#### DATA PROVIDED ####
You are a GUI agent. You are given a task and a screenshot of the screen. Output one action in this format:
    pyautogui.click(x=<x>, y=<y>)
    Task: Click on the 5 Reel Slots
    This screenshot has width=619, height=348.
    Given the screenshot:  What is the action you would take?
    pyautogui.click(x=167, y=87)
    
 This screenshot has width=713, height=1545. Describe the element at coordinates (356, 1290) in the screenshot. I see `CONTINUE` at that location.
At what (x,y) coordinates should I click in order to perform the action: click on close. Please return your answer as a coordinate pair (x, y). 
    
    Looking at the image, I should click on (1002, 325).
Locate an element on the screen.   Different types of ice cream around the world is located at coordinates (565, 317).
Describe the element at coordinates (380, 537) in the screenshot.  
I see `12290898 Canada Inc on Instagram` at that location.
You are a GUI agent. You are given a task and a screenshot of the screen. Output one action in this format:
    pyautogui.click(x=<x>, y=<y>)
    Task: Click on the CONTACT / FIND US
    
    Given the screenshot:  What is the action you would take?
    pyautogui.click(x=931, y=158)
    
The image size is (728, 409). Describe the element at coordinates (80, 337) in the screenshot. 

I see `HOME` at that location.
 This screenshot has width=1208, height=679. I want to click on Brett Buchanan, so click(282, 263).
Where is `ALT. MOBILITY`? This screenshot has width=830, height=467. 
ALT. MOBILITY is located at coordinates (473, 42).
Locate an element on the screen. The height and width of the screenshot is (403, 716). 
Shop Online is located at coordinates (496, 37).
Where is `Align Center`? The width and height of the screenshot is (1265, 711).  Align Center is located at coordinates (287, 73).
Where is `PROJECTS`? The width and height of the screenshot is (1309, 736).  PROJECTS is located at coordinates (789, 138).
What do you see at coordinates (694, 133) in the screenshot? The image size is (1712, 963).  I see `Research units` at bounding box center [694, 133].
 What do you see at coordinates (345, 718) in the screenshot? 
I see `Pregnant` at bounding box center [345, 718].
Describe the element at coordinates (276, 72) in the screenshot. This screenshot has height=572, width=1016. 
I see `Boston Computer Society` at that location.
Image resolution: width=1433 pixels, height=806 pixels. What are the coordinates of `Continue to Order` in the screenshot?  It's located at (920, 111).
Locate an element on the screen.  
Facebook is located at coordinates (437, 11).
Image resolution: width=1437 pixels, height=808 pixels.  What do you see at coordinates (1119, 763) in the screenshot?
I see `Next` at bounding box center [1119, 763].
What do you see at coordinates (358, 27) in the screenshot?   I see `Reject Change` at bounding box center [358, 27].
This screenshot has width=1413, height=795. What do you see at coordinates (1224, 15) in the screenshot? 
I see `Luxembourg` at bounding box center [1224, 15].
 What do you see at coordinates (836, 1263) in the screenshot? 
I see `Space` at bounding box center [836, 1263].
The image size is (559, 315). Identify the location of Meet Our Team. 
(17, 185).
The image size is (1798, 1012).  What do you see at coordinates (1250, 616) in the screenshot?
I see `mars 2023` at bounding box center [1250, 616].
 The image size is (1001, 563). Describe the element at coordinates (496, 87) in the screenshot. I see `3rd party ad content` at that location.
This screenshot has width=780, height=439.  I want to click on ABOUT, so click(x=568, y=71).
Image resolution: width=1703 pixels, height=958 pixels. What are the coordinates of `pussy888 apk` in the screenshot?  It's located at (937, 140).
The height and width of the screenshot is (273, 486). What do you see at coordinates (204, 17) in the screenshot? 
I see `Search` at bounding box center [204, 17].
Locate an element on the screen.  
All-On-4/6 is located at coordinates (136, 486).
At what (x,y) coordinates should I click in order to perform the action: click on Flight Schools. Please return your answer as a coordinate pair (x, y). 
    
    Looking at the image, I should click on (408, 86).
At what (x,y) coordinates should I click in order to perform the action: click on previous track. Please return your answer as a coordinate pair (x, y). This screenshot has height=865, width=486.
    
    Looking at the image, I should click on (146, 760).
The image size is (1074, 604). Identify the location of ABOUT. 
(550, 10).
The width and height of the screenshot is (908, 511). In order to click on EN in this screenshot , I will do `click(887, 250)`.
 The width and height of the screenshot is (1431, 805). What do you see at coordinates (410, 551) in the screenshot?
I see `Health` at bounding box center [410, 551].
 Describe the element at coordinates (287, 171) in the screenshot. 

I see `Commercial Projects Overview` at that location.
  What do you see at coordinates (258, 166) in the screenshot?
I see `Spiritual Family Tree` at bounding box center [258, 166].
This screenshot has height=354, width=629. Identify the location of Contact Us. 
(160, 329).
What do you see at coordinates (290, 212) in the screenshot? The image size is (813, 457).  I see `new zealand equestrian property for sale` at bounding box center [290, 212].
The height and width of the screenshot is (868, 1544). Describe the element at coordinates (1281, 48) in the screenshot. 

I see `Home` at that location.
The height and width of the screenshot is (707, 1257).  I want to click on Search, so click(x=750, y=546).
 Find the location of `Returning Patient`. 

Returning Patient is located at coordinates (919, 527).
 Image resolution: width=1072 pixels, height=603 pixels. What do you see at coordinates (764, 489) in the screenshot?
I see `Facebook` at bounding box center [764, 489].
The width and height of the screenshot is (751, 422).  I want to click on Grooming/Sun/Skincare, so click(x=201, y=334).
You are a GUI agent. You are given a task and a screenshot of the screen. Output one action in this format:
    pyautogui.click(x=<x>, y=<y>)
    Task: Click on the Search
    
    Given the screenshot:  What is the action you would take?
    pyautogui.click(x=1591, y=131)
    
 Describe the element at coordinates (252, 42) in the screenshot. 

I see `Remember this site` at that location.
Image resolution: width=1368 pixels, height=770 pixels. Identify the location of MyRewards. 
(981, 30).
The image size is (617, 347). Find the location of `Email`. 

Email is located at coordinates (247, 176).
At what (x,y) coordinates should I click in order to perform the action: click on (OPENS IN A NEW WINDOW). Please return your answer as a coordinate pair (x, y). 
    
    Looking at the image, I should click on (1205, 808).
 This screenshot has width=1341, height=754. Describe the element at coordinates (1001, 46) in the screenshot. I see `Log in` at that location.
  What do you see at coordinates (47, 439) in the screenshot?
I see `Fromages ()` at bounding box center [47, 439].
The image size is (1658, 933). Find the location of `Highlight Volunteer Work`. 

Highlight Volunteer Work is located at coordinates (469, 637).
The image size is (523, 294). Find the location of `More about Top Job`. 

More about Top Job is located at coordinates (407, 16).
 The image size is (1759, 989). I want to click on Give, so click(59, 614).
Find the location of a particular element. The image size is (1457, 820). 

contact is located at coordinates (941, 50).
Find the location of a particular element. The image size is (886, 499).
####
> _WHAT YOU ARE ASKED TO DO_
Each entry is to be retyped exactly as it appears.

> _EXERCISE SOLUTION_
You are a GUI agent. You are given a task and a screenshot of the screen. Output one action in this format:
    pyautogui.click(x=<x>, y=<y>)
    Task: Click on the 5 Reel Slots
    This screenshot has width=619, height=348.
    Given the screenshot:  What is the action you would take?
    pyautogui.click(x=167, y=87)
    
 This screenshot has width=713, height=1545. Describe the element at coordinates (356, 1290) in the screenshot. I see `CONTINUE` at that location.
At what (x,y) coordinates should I click in order to perform the action: click on close. Please return your answer as a coordinate pair (x, y). 
    
    Looking at the image, I should click on (1002, 325).
Locate an element on the screen.   Different types of ice cream around the world is located at coordinates (565, 317).
Describe the element at coordinates (380, 537) in the screenshot.  
I see `12290898 Canada Inc on Instagram` at that location.
You are a GUI agent. You are given a task and a screenshot of the screen. Output one action in this format:
    pyautogui.click(x=<x>, y=<y>)
    Task: Click on the CONTACT / FIND US
    
    Given the screenshot:  What is the action you would take?
    pyautogui.click(x=931, y=158)
    
The image size is (728, 409). Describe the element at coordinates (80, 337) in the screenshot. 

I see `HOME` at that location.
 This screenshot has width=1208, height=679. I want to click on Brett Buchanan, so click(282, 263).
Where is `ALT. MOBILITY`? This screenshot has width=830, height=467. 
ALT. MOBILITY is located at coordinates (473, 42).
Locate an element on the screen. The height and width of the screenshot is (403, 716). 
Shop Online is located at coordinates (496, 37).
Where is `Align Center`? The width and height of the screenshot is (1265, 711).  Align Center is located at coordinates (287, 73).
Where is `PROJECTS`? The width and height of the screenshot is (1309, 736).  PROJECTS is located at coordinates (789, 138).
What do you see at coordinates (694, 133) in the screenshot? The image size is (1712, 963).  I see `Research units` at bounding box center [694, 133].
 What do you see at coordinates (345, 718) in the screenshot? 
I see `Pregnant` at bounding box center [345, 718].
Describe the element at coordinates (276, 72) in the screenshot. This screenshot has height=572, width=1016. 
I see `Boston Computer Society` at that location.
Image resolution: width=1433 pixels, height=806 pixels. What are the coordinates of `Continue to Order` in the screenshot?  It's located at (920, 111).
Locate an element on the screen.  
Facebook is located at coordinates (437, 11).
Image resolution: width=1437 pixels, height=808 pixels.  What do you see at coordinates (1119, 763) in the screenshot?
I see `Next` at bounding box center [1119, 763].
What do you see at coordinates (358, 27) in the screenshot?   I see `Reject Change` at bounding box center [358, 27].
This screenshot has width=1413, height=795. What do you see at coordinates (1224, 15) in the screenshot? 
I see `Luxembourg` at bounding box center [1224, 15].
 What do you see at coordinates (836, 1263) in the screenshot? 
I see `Space` at bounding box center [836, 1263].
The image size is (559, 315). Identify the location of Meet Our Team. 
(17, 185).
The image size is (1798, 1012).  What do you see at coordinates (1250, 616) in the screenshot?
I see `mars 2023` at bounding box center [1250, 616].
 The image size is (1001, 563). Describe the element at coordinates (496, 87) in the screenshot. I see `3rd party ad content` at that location.
This screenshot has width=780, height=439.  I want to click on ABOUT, so click(x=568, y=71).
Image resolution: width=1703 pixels, height=958 pixels. What are the coordinates of `pussy888 apk` in the screenshot?  It's located at (937, 140).
The height and width of the screenshot is (273, 486). What do you see at coordinates (204, 17) in the screenshot? 
I see `Search` at bounding box center [204, 17].
Locate an element on the screen.  
All-On-4/6 is located at coordinates (136, 486).
At what (x,y) coordinates should I click in order to perform the action: click on Flight Schools. Please return your answer as a coordinate pair (x, y). 
    
    Looking at the image, I should click on (408, 86).
At what (x,y) coordinates should I click in order to perform the action: click on previous track. Please return your answer as a coordinate pair (x, y). This screenshot has height=865, width=486.
    
    Looking at the image, I should click on (146, 760).
The image size is (1074, 604). Identify the location of ABOUT. 
(550, 10).
The width and height of the screenshot is (908, 511). In order to click on EN in this screenshot , I will do `click(887, 250)`.
 The width and height of the screenshot is (1431, 805). What do you see at coordinates (410, 551) in the screenshot?
I see `Health` at bounding box center [410, 551].
 Describe the element at coordinates (287, 171) in the screenshot. 

I see `Commercial Projects Overview` at that location.
  What do you see at coordinates (258, 166) in the screenshot?
I see `Spiritual Family Tree` at bounding box center [258, 166].
This screenshot has height=354, width=629. Identify the location of Contact Us. 
(160, 329).
What do you see at coordinates (290, 212) in the screenshot? The image size is (813, 457).  I see `new zealand equestrian property for sale` at bounding box center [290, 212].
The height and width of the screenshot is (868, 1544). Describe the element at coordinates (1281, 48) in the screenshot. 

I see `Home` at that location.
The height and width of the screenshot is (707, 1257).  I want to click on Search, so click(x=750, y=546).
 Find the location of `Returning Patient`. 

Returning Patient is located at coordinates (919, 527).
 Image resolution: width=1072 pixels, height=603 pixels. What do you see at coordinates (764, 489) in the screenshot?
I see `Facebook` at bounding box center [764, 489].
The width and height of the screenshot is (751, 422).  I want to click on Grooming/Sun/Skincare, so click(x=201, y=334).
You are a GUI agent. You are given a task and a screenshot of the screen. Output one action in this format:
    pyautogui.click(x=<x>, y=<y>)
    Task: Click on the Search
    
    Given the screenshot:  What is the action you would take?
    pyautogui.click(x=1591, y=131)
    
 Describe the element at coordinates (252, 42) in the screenshot. 

I see `Remember this site` at that location.
Image resolution: width=1368 pixels, height=770 pixels. Identify the location of MyRewards. 
(981, 30).
The image size is (617, 347). Find the location of `Email`. 

Email is located at coordinates (247, 176).
At what (x,y) coordinates should I click in order to perform the action: click on (OPENS IN A NEW WINDOW). Please return your answer as a coordinate pair (x, y). 
    
    Looking at the image, I should click on (1205, 808).
 This screenshot has width=1341, height=754. Describe the element at coordinates (1001, 46) in the screenshot. I see `Log in` at that location.
  What do you see at coordinates (47, 439) in the screenshot?
I see `Fromages ()` at bounding box center [47, 439].
The image size is (1658, 933). Find the location of `Highlight Volunteer Work`. 

Highlight Volunteer Work is located at coordinates (469, 637).
The image size is (523, 294). Find the location of `More about Top Job`. 

More about Top Job is located at coordinates (407, 16).
 The image size is (1759, 989). I want to click on Give, so click(59, 614).
Find the location of a particular element. The image size is (1457, 820). 

contact is located at coordinates (941, 50).
Find the location of a particular element. The image size is (886, 499).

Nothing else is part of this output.